How Often Do I Backup my Log?

  • Comments posted to this topic are about the item How Often Do I Backup my Log?

  • Good editorial. Excellent article.

    Fortunately, in my day to day life database backups and recovery have never been my responsibility (at least not since before I started using SQL Server in 1999 - newbie to some, old hand to others, ridiculous to all). Having said that, I think that this is such a fundamental that we all should have (at least) a reasonable knowledge. Of course, a DBA should understand this in depth (otherwise you will have Jeff to deal with).

    This editorial is one of the few that comes across as not so much as a question to debate but a stern steering. Given what is said, I for one totally understand that.

    Gaz

    -- Stop your grinnin' and drop your linen...they're everywhere!!!

  • “The maximum amount of data that can be lost in the case of a disaster”

    This statement may need a bit of an update, or an clause that assumes your only recovery option is via your log backups. If you are using 2012 HA or have replicated storage to your disaster system then your data loss may be lower, possibly seconds of loss.

  • How much data loss can you tolerate? That has been the question forever. It doesn't matter what platform I worked on, backup frequency and recovery options always boiled down to that one question. It makes it so much easier to determine backup and restore strategy when that question is answered.

    Don't assume it will be none. There are systems/applications that can tolerate some data loss because the data can be re-entered or retrieved from some base document.

    Getting yelled at has never been a concern for me. I always contact the user community and together we determine backup strategy. They sign off on it and are aware of any potential data loss and how to respond.

    Tom

  • EricEyster (2/12/2014)


    This statement may need a bit of an update, or an clause that assumes your only recovery option is via your log backups. If you are using 2012 HA or have replicated storage to your disaster system then your data loss may be lower, possibly seconds of loss.

    Depends on the kind of disaster. Neither option you mention offer much protection against the 'oops, did I just drop that table on production?'. Depending on where the servers are situated, they may or may not offer protection against a complete loss of a building, or a data center or a city (floods, power outages, seismic events, tornado, hurricane, etc)

    I would say, especially if you have some form of HA, your log backup frequency should be determined by maximum amount of data loss tolerable, as if you're resorting to backups in that situation then every other HA option implemented has already failed.

    Gail Shaw
    Microsoft Certified Master: SQL Server, MVP, M.Sc (Comp Sci)
    SQL In The Wild: Discussions on DB performance with occasional diversions into recoverability

    We walk in the dark places no others will enter
    We stand on the bridge and no one may pass
  • As Gail mentioned, disasters vary. It's easy to think of HA as protecting you from disaster, but it doesn't. Don't conflate the idea of HA with DR. They are separate.

  • "Tolerance for being yelled at" is a great way to put it. I can't think of a better one.

    If the data is financial transactions, event registrations, or something else where every record dropped adds an extra person or company you are going to be dealing with during recovery, you might want to be stashing a separate log of that information somewhere else as well.

  • Steve Jones - SSC Editor (2/12/2014)


    As Gail mentioned, disasters vary. It's easy to think of HA as protecting you from disaster, but it doesn't. Don't conflate the idea of HA with DR. They are separate.

    Thanks for making that point Steve. HA <> DR

    Jason...AKA CirqueDeSQLeil
    _______________________________________________
    I have given a name to my pain...MCM SQL Server, MVP
    SQL RNNR
    Posting Performance Based Questions - Gail Shaw[/url]
    Learn Extended Events

  • Steve Jones - SSC Editor (2/12/2014)


    As Gail mentioned, disasters vary. It's easy to think of HA as protecting you from disaster, but it doesn't. Don't conflate the idea of HA with DR. They are separate.

    Oh how true. I can tell you from experience that if a developer runs a script that truncates most of the main tables in production, HA and SAN replication does not protect you. And when I asked how often the transaction logs were backed up, I got the most wonderful answer, "What do you mean?"!!

  • Another question to always keep in mind is how long is do you want to keep the tran log/differential backups.

    If you have a business that is doing a hundred new sales/transactions/entries per hour and someone does a mass delete that you know about twenty-five minutes later then you want to get as close as possible before the delete.

    But if someone purged last year's record by mistake and you discover it two days later are you going to want to do a PIT recovery to two days ago and lose all the the current data?

    Or are you going to do a parallel DB restore and find a way to move the old data across? And if it is a delivered app/db can you do that? That needs to be built in as part of DR planning process.



    ----------------
    Jim P.

    A little bit of this and a little byte of that can cause bloatware.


### PROBLEM DETAILS
Start the copy at the line holding "Find the location of a particular element. The" and continue it exactly through the last line of the entries, leaving out pictures and anything else.

### TASK DATA
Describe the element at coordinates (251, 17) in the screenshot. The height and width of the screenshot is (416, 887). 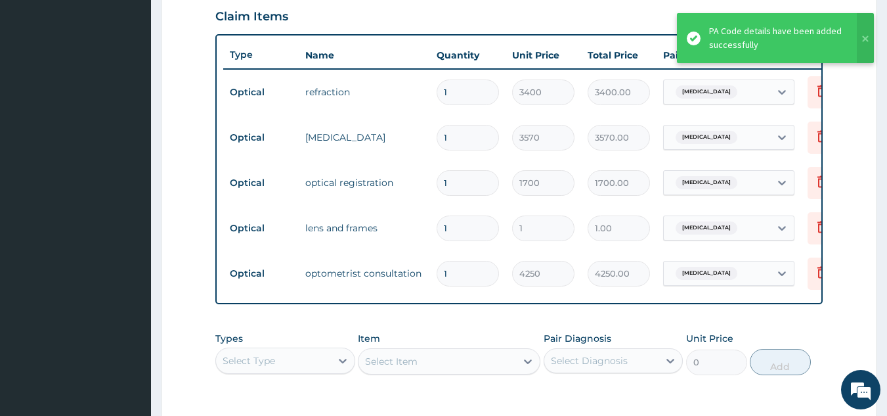
I see `h3: Claim Items` at that location.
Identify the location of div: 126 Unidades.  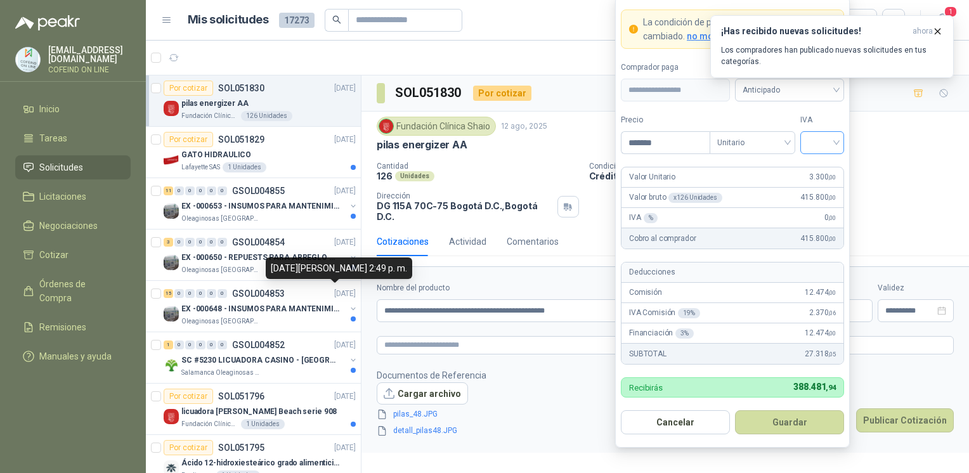
(266, 116).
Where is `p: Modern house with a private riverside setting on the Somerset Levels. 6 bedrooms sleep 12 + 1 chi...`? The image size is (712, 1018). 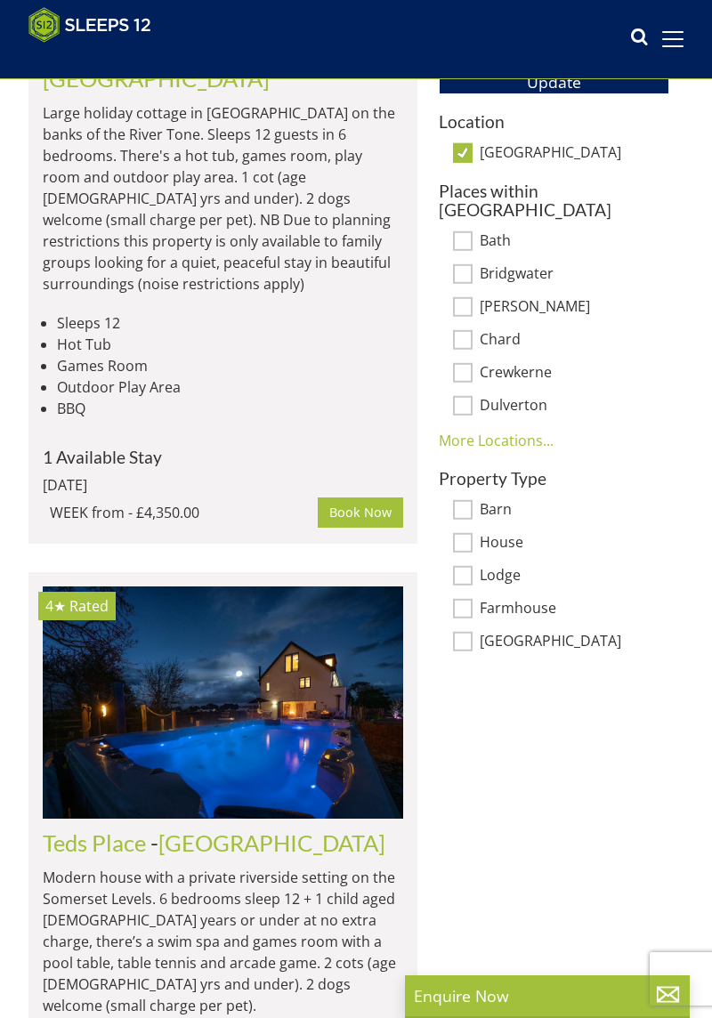
p: Modern house with a private riverside setting on the Somerset Levels. 6 bedrooms sleep 12 + 1 chi... is located at coordinates (223, 942).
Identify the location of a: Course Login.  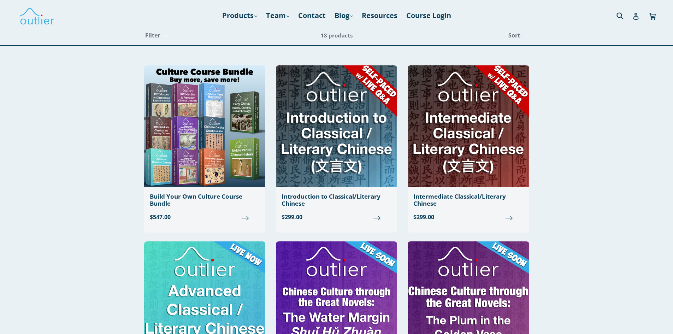
(428, 16).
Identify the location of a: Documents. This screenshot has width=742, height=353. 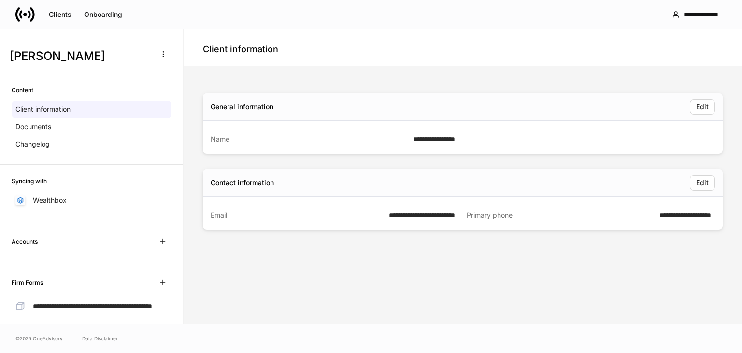
(91, 127).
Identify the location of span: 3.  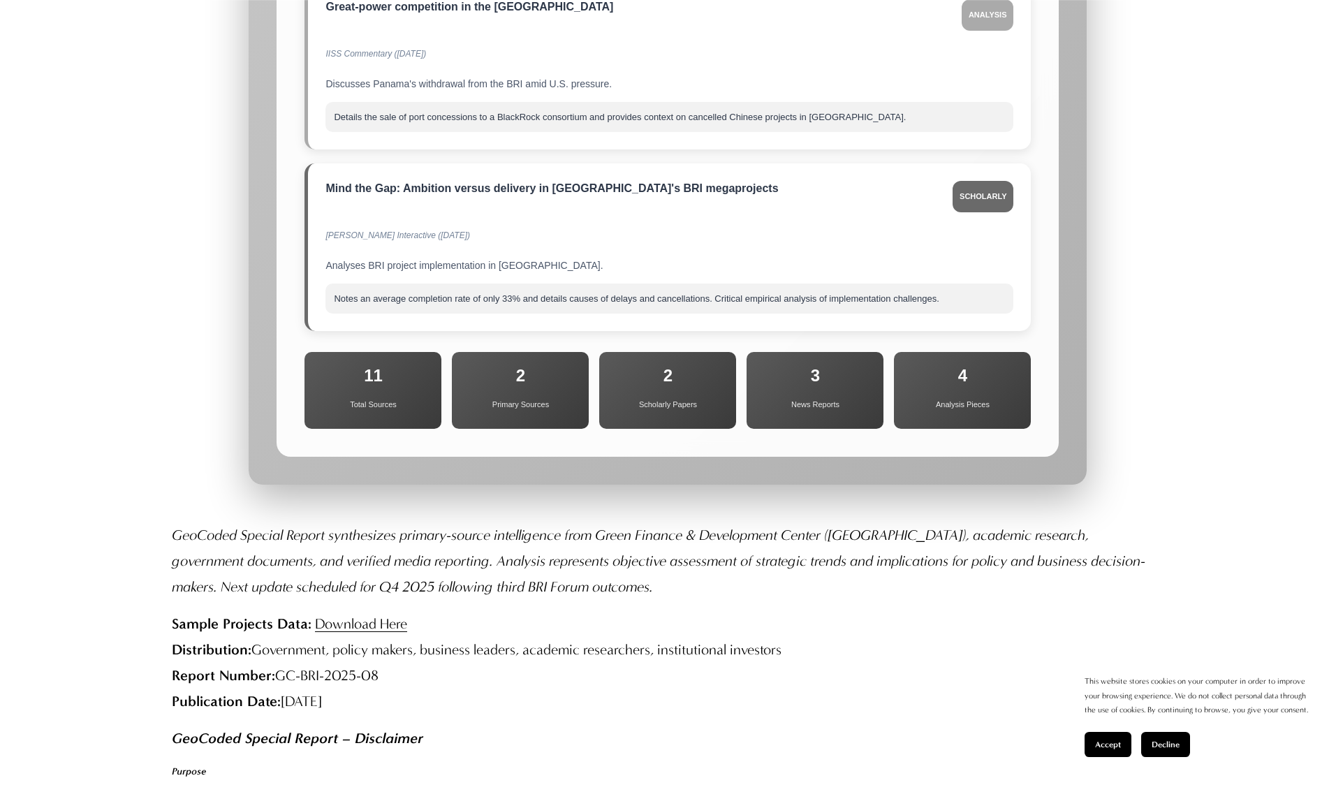
(815, 375).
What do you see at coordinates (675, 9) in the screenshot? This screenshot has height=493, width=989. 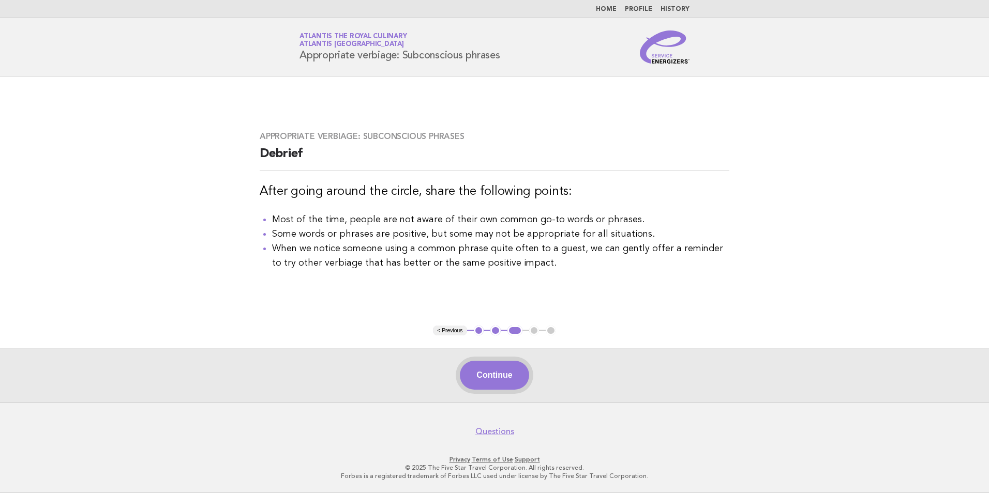 I see `a: History` at bounding box center [675, 9].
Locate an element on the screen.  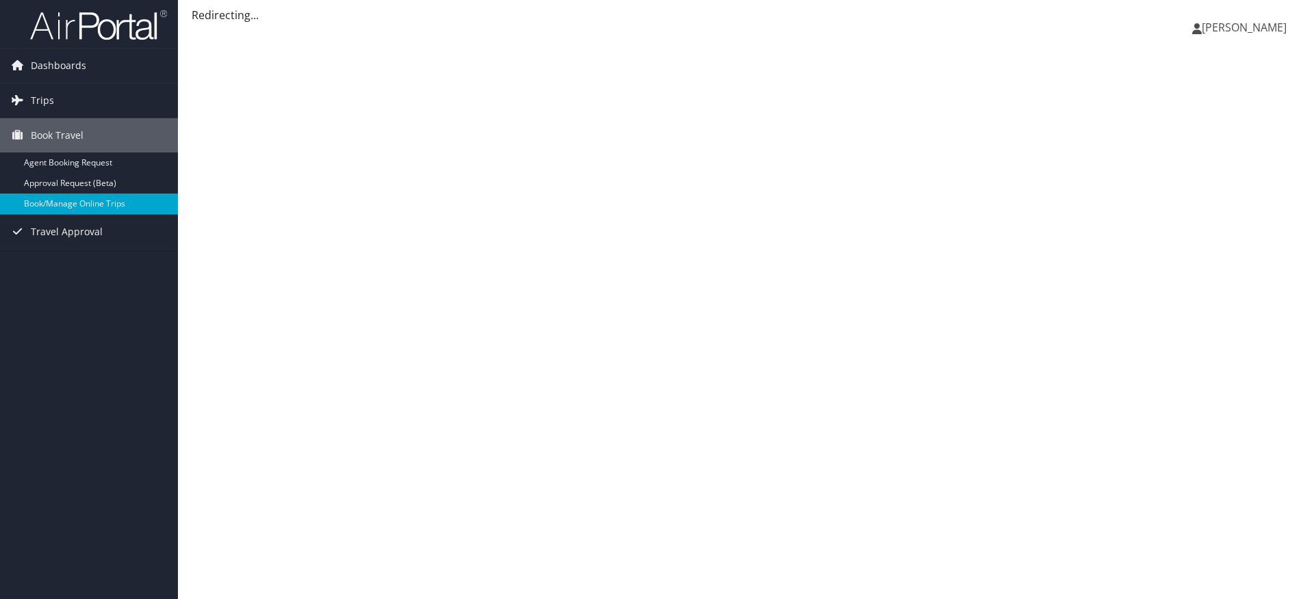
img: airportal-logo.png is located at coordinates (99, 25).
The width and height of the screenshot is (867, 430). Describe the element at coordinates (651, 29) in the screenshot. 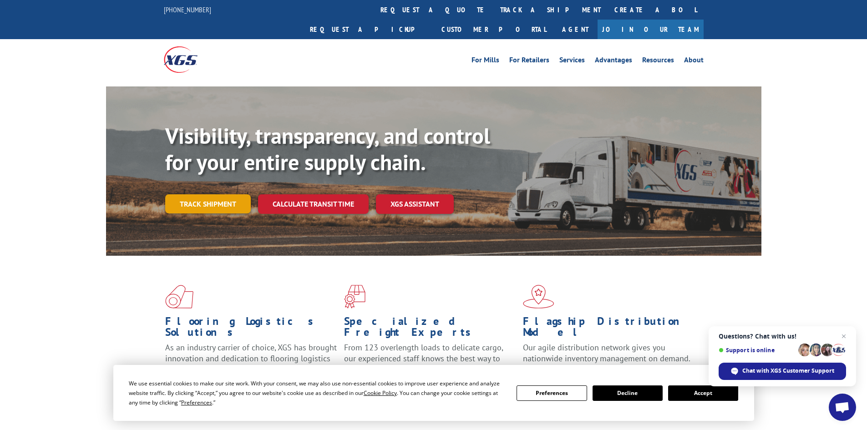

I see `a: Join Our Team` at that location.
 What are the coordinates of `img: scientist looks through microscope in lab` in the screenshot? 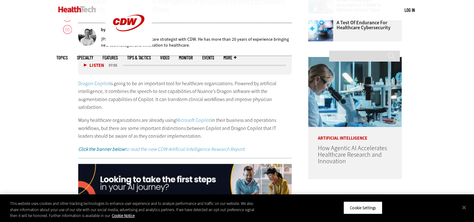 It's located at (355, 92).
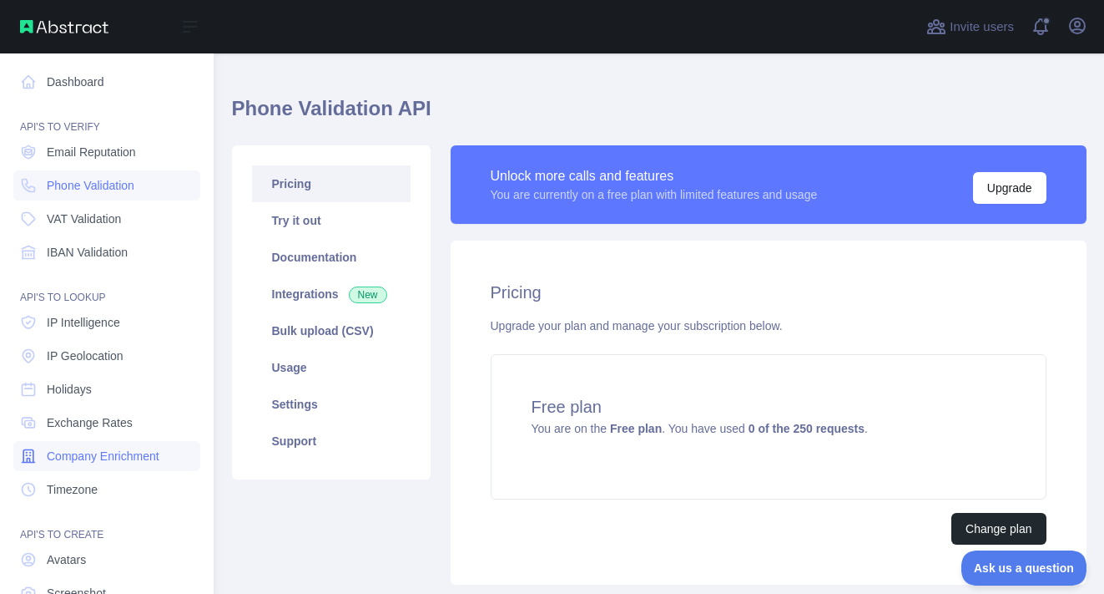 The image size is (1104, 594). Describe the element at coordinates (654, 176) in the screenshot. I see `div: Unlock more calls and features` at that location.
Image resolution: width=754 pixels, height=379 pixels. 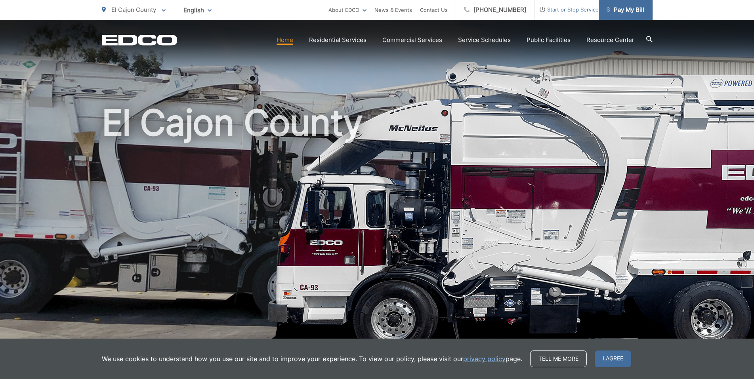 I want to click on a: News & Events, so click(x=393, y=10).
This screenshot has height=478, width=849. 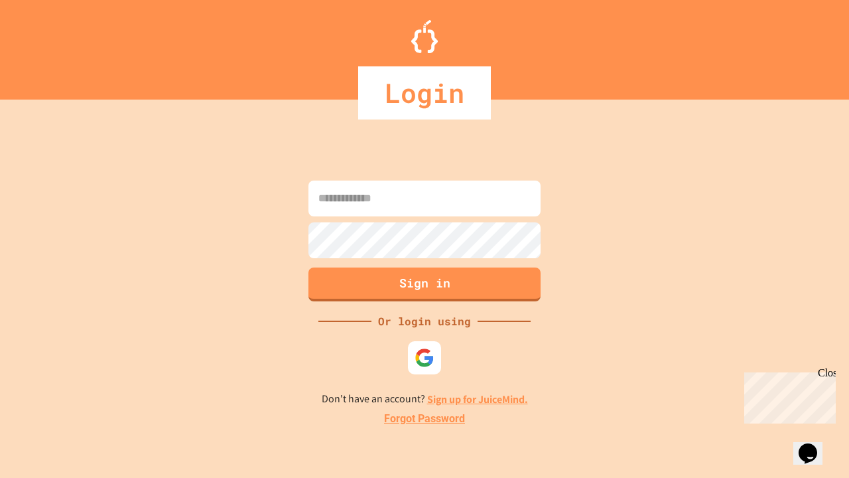 I want to click on div: Chat with us now!Close, so click(x=48, y=44).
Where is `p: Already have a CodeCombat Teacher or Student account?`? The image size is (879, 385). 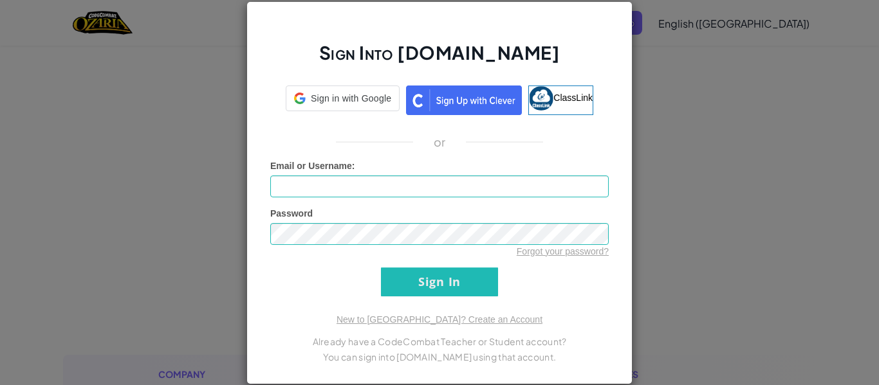 p: Already have a CodeCombat Teacher or Student account? is located at coordinates (439, 342).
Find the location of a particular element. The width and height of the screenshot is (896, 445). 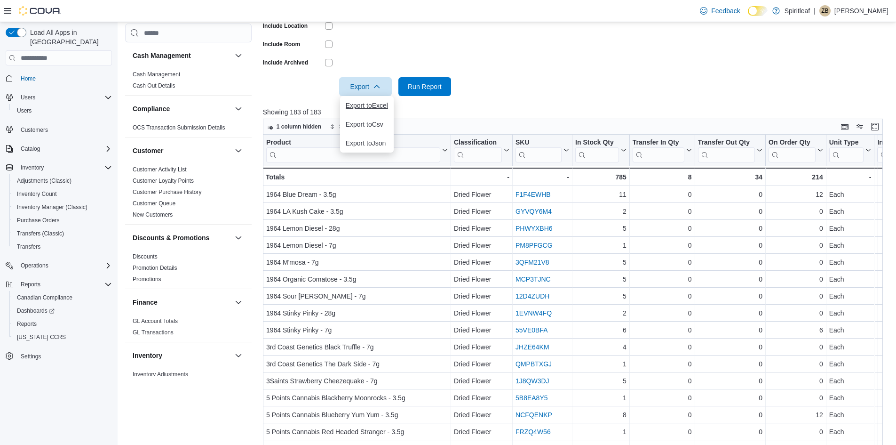

div: 5 Points Cannabis Blueberry Yum Yum - 3.5g is located at coordinates (357, 414).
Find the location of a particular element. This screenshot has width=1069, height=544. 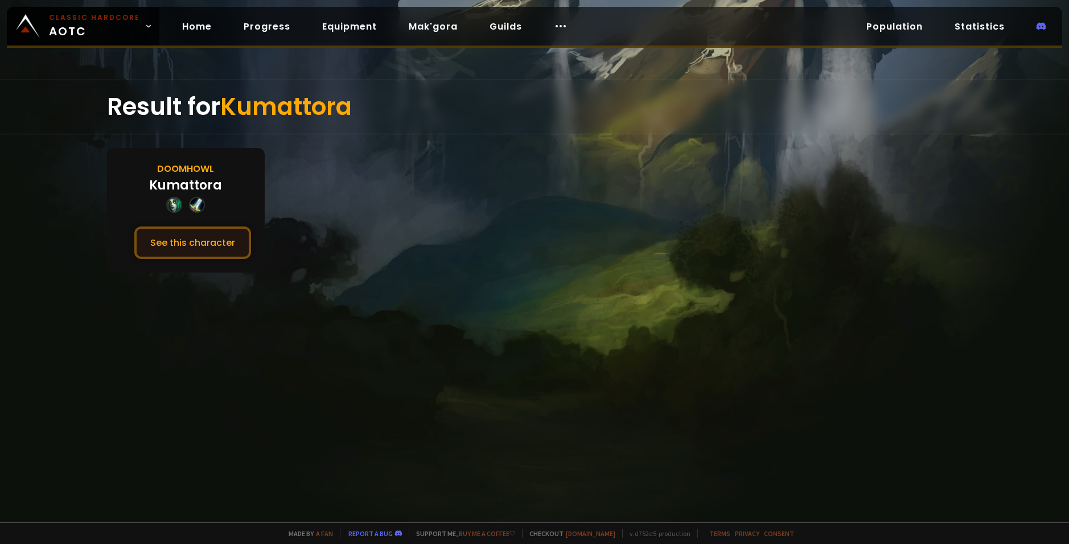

### THE COMPLETED TASK
Find the location of a particular element. The width and height of the screenshot is (896, 445). 

div: 5 Points Cannabis Blueberry Yum Yum - 3.5g is located at coordinates (357, 414).
Find the location of a particular element. This screenshot has width=1069, height=544. 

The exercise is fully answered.